The Battle of Sonship and the Inheritance of the Conqueror
Revelation 21:5-8
And he that sat on the throne said, Behold, I make all things new. And he said to me, Write: for these words are true and faithful.…


The great hindrance to our full belief of all such words as these lies in the very grandeur of the truth to be believed. We turn from the mighty inheritance promised to the Christian conqueror to survey our own fives; and because amidst their poverty and insignificance, their low earthly tendencies and deep spiritual infirmities, we can discover no traces of a battle whose results will be so sublime, we find the promise hard to be believed. But yet the very position of this promise at the end of the last book of God's revelation, shows that it is simply the natural and necessary result of redemption, and therefore belongs with all its greatness to every redeemed man. It is not an end to be sought by the greatest souls alone, but is the birthright of every faithful man. And the lowest, poorest Christian on earth may see, by looking beneath the outward things of life into life's spiritual meaning, that he is actually fighting a battle, which, if he do but fight out faithfully, will render him an heir of all that God can give, or immortality bestow.

I. WHY DOES OUR SONSHIP DEMAND A CONFLICT? We must begin by laying down two facts, which prepare the way for the answer, and avoid two errors into which we are prone to fall.

1. The struggle is not to become sons of God; it results from our being so already. The grace by which God makes us feel that we are His sons — that we could not have made ourselves such — gives rise to a conflict in the soul. The power of the Holy Spirit acting on our nature creates at once s spiritual war. The faith that closes the weary effort to make ourselves God's children, in the belief that we are such, creates at once a deep life-long struggle. The love that flows into our hearts from God witnessing to our adoption, transforms our hearts into fields of battle.

2. The conflict rising from sonship is not created by any outward circumstances, but by the state of the soul itself, in all conditions of life and ages of time. Take the first moment in which a man hears God's voice, and becomes conscious of the Divine summons, and you will see how the battle begins. Aroused, perhaps, by trial, sorrow, the sense of life's vanity, he sets out as a pilgrim of the eternal. In the first dim twilight of spiritual life there comes to him the voice of God. At once it seems to isolate him; he feels alone with God and his sin; he discovers the awfulness of individuality.
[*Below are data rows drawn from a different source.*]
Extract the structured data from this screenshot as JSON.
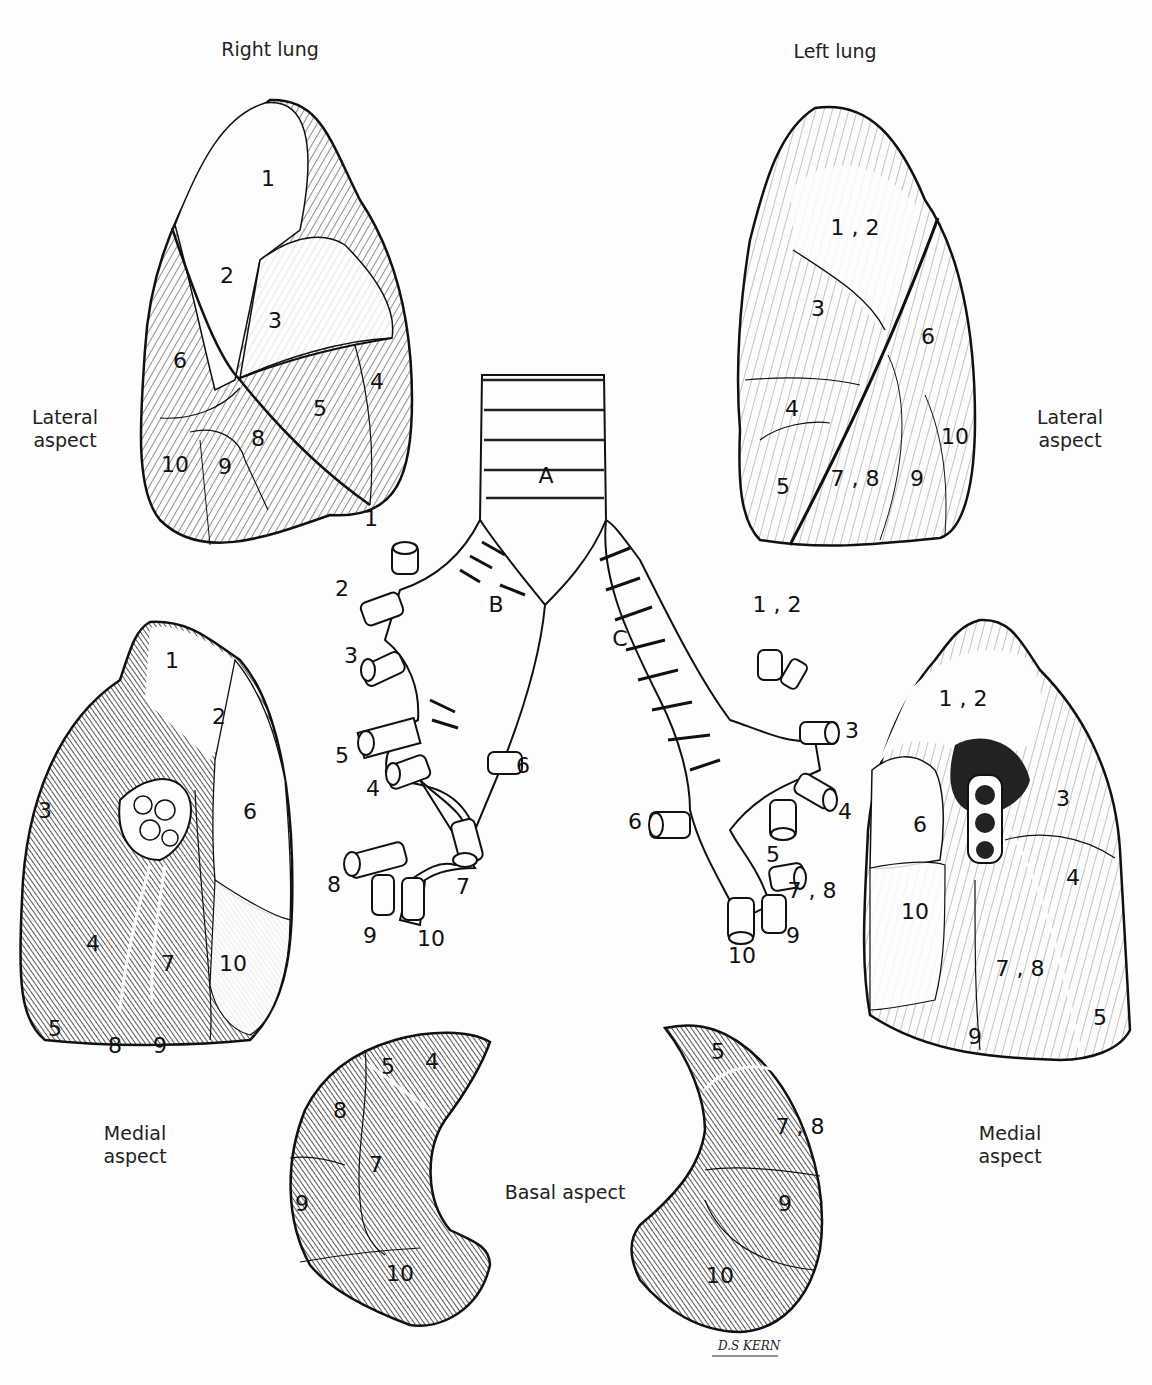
{
  "headings": {
    "right_lung": "Right lung",
    "left_lung": "Left lung"
  },
  "aspects": {
    "lateral_left": [
      "Lateral",
      "aspect"
    ],
    "lateral_right": [
      "Lateral",
      "aspect"
    ],
    "medial_left": [
      "Medial",
      "aspect"
    ],
    "medial_right": [
      "Medial",
      "aspect"
    ],
    "basal": "Basal aspect"
  },
  "right_lateral_segments": [
    {
      "label": "1",
      "x": 268,
      "y": 180
    },
    {
      "label": "2",
      "x": 227,
      "y": 277
    },
    {
      "label": "3",
      "x": 275,
      "y": 322
    },
    {
      "label": "6",
      "x": 180,
      "y": 362
    },
    {
      "label": "4",
      "x": 377,
      "y": 383
    },
    {
      "label": "5",
      "x": 320,
      "y": 410
    },
    {
      "label": "8",
      "x": 258,
      "y": 440
    },
    {
      "label": "9",
      "x": 225,
      "y": 468
    },
    {
      "label": "10",
      "x": 175,
      "y": 466
    }
  ],
  "left_lateral_segments": [
    {
      "label": "1 , 2",
      "x": 855,
      "y": 229
    },
    {
      "label": "3",
      "x": 818,
      "y": 310
    },
    {
      "label": "6",
      "x": 928,
      "y": 338
    },
    {
      "label": "4",
      "x": 792,
      "y": 410
    },
    {
      "label": "10",
      "x": 955,
      "y": 438
    },
    {
      "label": "5",
      "x": 783,
      "y": 488
    },
    {
      "label": "7 , 8",
      "x": 855,
      "y": 480
    },
    {
      "label": "9",
      "x": 917,
      "y": 480
    }
  ],
  "right_medial_segments": [
    {
      "label": "1",
      "x": 172,
      "y": 662
    },
    {
      "label": "2",
      "x": 219,
      "y": 718
    },
    {
      "label": "6",
      "x": 250,
      "y": 813
    },
    {
      "label": "3",
      "x": 45,
      "y": 812
    },
    {
      "label": "4",
      "x": 93,
      "y": 945
    },
    {
      "label": "7",
      "x": 168,
      "y": 965
    },
    {
      "label": "10",
      "x": 233,
      "y": 965
    },
    {
      "label": "8",
      "x": 115,
      "y": 1047
    },
    {
      "label": "9",
      "x": 160,
      "y": 1047
    },
    {
      "label": "5",
      "x": 55,
      "y": 1030
    }
  ],
  "left_medial_segments": [
    {
      "label": "1 , 2",
      "x": 963,
      "y": 700
    },
    {
      "label": "3",
      "x": 1063,
      "y": 800
    },
    {
      "label": "6",
      "x": 920,
      "y": 826
    },
    {
      "label": "4",
      "x": 1073,
      "y": 879
    },
    {
      "label": "10",
      "x": 915,
      "y": 913
    },
    {
      "label": "7 , 8",
      "x": 1020,
      "y": 970
    },
    {
      "label": "5",
      "x": 1100,
      "y": 1019
    },
    {
      "label": "9",
      "x": 975,
      "y": 1038
    }
  ],
  "bronchial_tree": {
    "trachea": "A",
    "right_main_bronchus": "B",
    "left_main_bronchus": "C",
    "right_branches": [
      {
        "label": "1",
        "x": 371,
        "y": 520
      },
      {
        "label": "2",
        "x": 342,
        "y": 590
      },
      {
        "label": "3",
        "x": 351,
        "y": 657
      },
      {
        "label": "5",
        "x": 342,
        "y": 757
      },
      {
        "label": "4",
        "x": 373,
        "y": 790
      },
      {
        "label": "6",
        "x": 523,
        "y": 767
      },
      {
        "label": "8",
        "x": 334,
        "y": 886
      },
      {
        "label": "7",
        "x": 463,
        "y": 888
      },
      {
        "label": "9",
        "x": 370,
        "y": 937
      },
      {
        "label": "10",
        "x": 431,
        "y": 940
      }
    ],
    "left_branches": [
      {
        "label": "1 , 2",
        "x": 777,
        "y": 606
      },
      {
        "label": "3",
        "x": 852,
        "y": 732
      },
      {
        "label": "4",
        "x": 845,
        "y": 813
      },
      {
        "label": "6",
        "x": 635,
        "y": 823
      },
      {
        "label": "5",
        "x": 773,
        "y": 856
      },
      {
        "label": "7 , 8",
        "x": 812,
        "y": 892
      },
      {
        "label": "9",
        "x": 793,
        "y": 937
      },
      {
        "label": "10",
        "x": 742,
        "y": 957
      }
    ]
  },
  "basal_right_segments": [
    {
      "label": "5",
      "x": 388,
      "y": 1068
    },
    {
      "label": "4",
      "x": 432,
      "y": 1063
    },
    {
      "label": "8",
      "x": 340,
      "y": 1112
    },
    {
      "label": "7",
      "x": 376,
      "y": 1166
    },
    {
      "label": "9",
      "x": 302,
      "y": 1205
    },
    {
      "label": "10",
      "x": 400,
      "y": 1275
    }
  ],
  "basal_left_segments": [
    {
      "label": "5",
      "x": 718,
      "y": 1053
    },
    {
      "label": "7 , 8",
      "x": 800,
      "y": 1128
    },
    {
      "label": "9",
      "x": 785,
      "y": 1205
    },
    {
      "label": "10",
      "x": 720,
      "y": 1277
    }
  ],
  "signature": "D.S KERN"
}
Then commence the first clashings of the spiritual war of which his soul is the battle-field. The earthly and the heavenly, the human and the Divine, the selfish and the holy, conflict in one loud storm of emotion.

II. WHY MUST THE CONFLICT BE PEPETUAL? Is there no earthly state in which it will cease? Can we achieve the victory only on the heavenly side of the grave? I answer, it must be long as life, because the old war between the two natures manifests itself in three forms, from which there is no escape.

1. The spirit pants for the invisible — the flesh or the visible world. Is it not manifest that there can be no pause, no safety no repose, till God crowns us as victors in His heaven?

3. The spirit lives in God — the flesh creates temptation to oppose Him. If it be true that all life's circumstances — solitude or companionship, wealth or poverty, joy or sorrow, ease or labour, are filled with temptations, through the shadowy power of the carnal, where can there be a pause in the battle but on the deathless side of the grave?

3. The tendency of the flesh is to be a creature of circumstances: that of the spirit is to be their king. Carnal men move in masses, are swayed by every influence, lose their individuality, and become slaves to the spirit of the world. All spiritual men have found that this loneliness, this separation with God, formed part of their life-struggle. And this, too, is an undying form of our battle as sons of God. "Worship success, gold, power," is the cry of the carnal. "Worship God and measure life by heavenly laws," is the voice of the spiritual. Translate your commonplace toils into this meaning, and they become transfigured. You, in your obscure sphere of work, if you are true to heavenly laws, are in spirit a great warrior. You are taking a part in the spiritual battle of the ages, and if faithful unto death, the full glory of perfected sonship will be yours. "He that overcometh shall be My son."

III. THE INHERITANCE OF THE CONQUEROR. "He shall inherit all things." The very conquest of the carnal nature brings us so near to God that all things become our own.

1. Our struggles become our possessions.

2. Inheriting God, we inherit all things.

(E. L. Hull, B. A.)



Parallel Verses
KJV: And he that sat upon the throne said, Behold, I make all things new. And he said unto me, Write: for these words are true and faithful.

WEB: He who sits on the throne said, "Behold, I am making all things new." He said, "Write, for these words of God are faithful and true."